Unless we live forever as a result, life will always go in a cycle between life and death. To beat it is to accept life on life's terms and not try to "play God" by developing ways to cheat death by living forever. Causes imbalance.
 

YmirGF

Bodhisattva in Recovery
Suffering is so incredibly over-rated, though it can be a good teacher, then again, if you were paying attention to begin with you wouldn't be suffering, so.... oh, never mind... :D

(C'mon, what do you expect a bliss-monkey to say?)

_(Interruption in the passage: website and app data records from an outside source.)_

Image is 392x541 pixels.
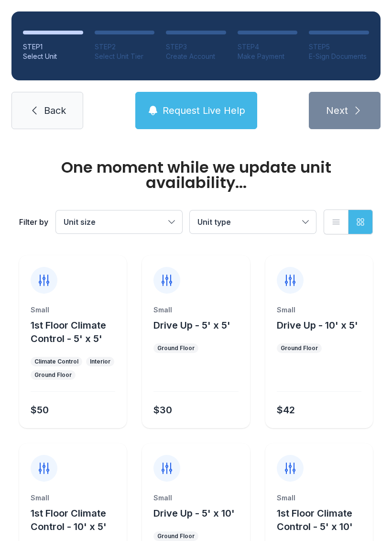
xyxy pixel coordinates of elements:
div: Ground Floor [281,344,318,352]
div: $50 [31,403,49,417]
span: Drive Up - 5' x 5' [154,320,230,331]
div: STEP 4 [238,42,298,51]
div: Select Unit Tier [95,51,155,61]
div: STEP 1 [23,42,83,51]
div: Ground Floor [34,371,72,379]
div: Filter by [19,216,48,228]
button: 1st Floor Climate Control - 5' x 10' [277,507,369,533]
span: 1st Floor Climate Control - 10' x 5' [31,507,107,532]
span: Back [44,104,66,117]
div: Ground Floor [158,344,195,352]
button: 1st Floor Climate Control - 10' x 5' [31,507,123,533]
span: Unit size [64,217,96,227]
div: Climate Control [34,358,78,365]
span: Drive Up - 10' x 5' [277,320,358,331]
span: 1st Floor Climate Control - 5' x 5' [31,320,106,344]
div: One moment while we update unit availability... [19,160,373,191]
div: E-Sign Documents [309,51,369,61]
button: Unit size [56,211,182,233]
div: Make Payment [238,51,298,61]
div: STEP 5 [309,42,369,51]
div: Small [277,305,361,315]
div: STEP 3 [166,42,226,51]
div: Small [154,305,238,315]
div: $30 [154,403,172,417]
span: 1st Floor Climate Control - 5' x 10' [277,507,353,532]
button: Drive Up - 5' x 10' [154,507,235,520]
div: Small [154,493,238,503]
div: Ground Floor [158,532,195,540]
button: Unit type [190,211,316,233]
div: Small [277,493,361,503]
span: Request Live Help [162,104,245,117]
span: Next [326,104,348,117]
div: Small [31,305,115,315]
button: Drive Up - 10' x 5' [277,319,358,332]
button: Drive Up - 5' x 5' [154,319,230,332]
span: Drive Up - 5' x 10' [154,507,235,519]
span: Unit type [197,217,231,227]
button: 1st Floor Climate Control - 5' x 5' [31,319,123,346]
div: Create Account [166,51,226,61]
div: Small [31,493,115,503]
div: STEP 2 [95,42,155,51]
div: Interior [90,358,110,365]
div: Select Unit [23,51,83,61]
div: $42 [277,403,295,417]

For the record, "I" will never die, though I will toss this body aside, like a cherished old sweater, in about 60 years. I have no interest in trotting about with this body much longer than 120.
 

metis

aged ecumenical anthropologist
"Suffering" is a state of mind, which can be influenced but not controlled by events outside our mind. This is why the FNT states that "attachments" is the main cause of most of our suffering and why we need to do our best to deal with them.
 

Brickjectivity

Veteran Member
Staff member
Premium Member
I wish this were a more open question instead of a question in the Buddhism dir. Is there a general Buddhist teaching about this or is this something that is just a question being bandied about?
 

metis

aged ecumenical anthropologist
I wish this were a more open question instead of a question in the Buddhism dir. Is there a general Buddhist teaching about this or is this something that is just a question being bandied about?
This is from Buddhanet.net:

The Four Noble Truths

The first sermon that the Buddha preached after his enlightenment was about the four noble truths. The first noble truth is that life is frustrating and painful. In fact, if we are honest with ourselves, there are times when it is downright miserable. Things may be fine with us, at the moment, but, if we look around, we see other people in the most appalling condition, children starving, terrorism, hatred, wars, intolerance, people being tortured and we get a sort of queasy feeling whenever we think about the world situation in even the most casual way. We, ourselves, will some day grow old, get sick and eventually die. No matter how we try to avoid it, some day we are going to die. Even though we try to avoid thinking about it, there are constant reminders that it is true.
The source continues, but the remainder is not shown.